OpenAI has reportedly named former Meta executive Irina Kofman to oversee the company’s strategic initiatives.
Kofman will report to OpenAI tech chief Mira Murati, with an initial focus on preparedness and safety, Bloomberg News reported Friday (Aug. 23), citing a company spokesperson. She worked for Meta for five years, most recently as a senior director of product management for generative artificial intelligence (AI), per her profile on LinkedIn.
The Bloomberg report noted that AI startups like OpenAI have been increasingly recruiting executives from larger tech firms — especially social media platforms — as they aim to compete with companies like Meta and Google.
For example, OpenAI in June named former Instagram and Twitter executive Kevin Weil as its chief product officer and former Nextdoor Chief Executive Officer Sarah Friar as finance chief. And rival AI firm Anthropic hired former Instagram co-founder Mike Krieger as chief product officer in May.
OpenAI has also suffered some high-profile exoduses, with former co-founder John Schulman and researcher Jan Leike both taking jobs at Anthropic.
Another OpenAI co-founder, Greg Brockman, announced earlier this month he was taking a sabbatical for the rest of 2024.
“First time to relax since co-founding OpenAI 9 years ago,” he wrote in a post on X. “The mission is far from complete; we still have a safe AGI to build.”
AGI is a reference to “artificial general intelligence,” an as-yet-unrealized version of AI that can think and reason at the level of humans.
Meanwhile, OpenAI last week debuted an update to its AI capabilities, allowing developers to now fine-tune GPT-4o, the company’s most advanced language model, to meet specific business needs. This feature, long asked for by the tech sector, paves the way for customized AI applications across various industries. Fine-tuning is a process that enables developers to customize a pretrained AI model for specific tasks.
OpenAI explains, “Developers can now fine-tune GPT-4o with custom datasets to get higher performance at a lower cost for their specific use cases. Fine-tuning enables the model to customize the structure and tone of responses or to follow complex domain-specific instructions.”
As PYMNTS noted, fine-tuning is critical for commerce because it lets businesses create AI tools tailored to their needs, enhancing customer service, streamlining operations, and promoting innovation.
“For example, a retail company could fine-tune GPT-4o to understand product descriptions and customer inquiries better,” the report said. “At the same time, a financial firm might customize it to analyze market trends and generate reports.”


## EXERCISE GOAL
Type the data below again exactly. Omit all pictures.

## SOURCE DATA
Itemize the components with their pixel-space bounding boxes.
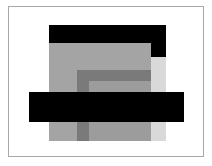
top-black-bar [49,25,166,43]
bottom-black-band [29,92,184,122]
top-black-tab [151,25,166,57]
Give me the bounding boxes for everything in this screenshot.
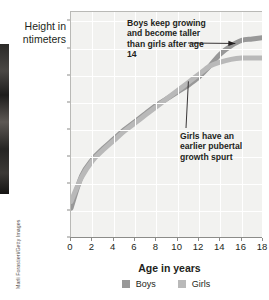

## TASK SOLUTION
Itemize the components with their pixel-space bounding boxes.
top-black-bar [49,25,166,43]
bottom-black-band [29,92,184,122]
top-black-tab [151,25,166,57]
Give me the bounding boxes for everything in this screenshot.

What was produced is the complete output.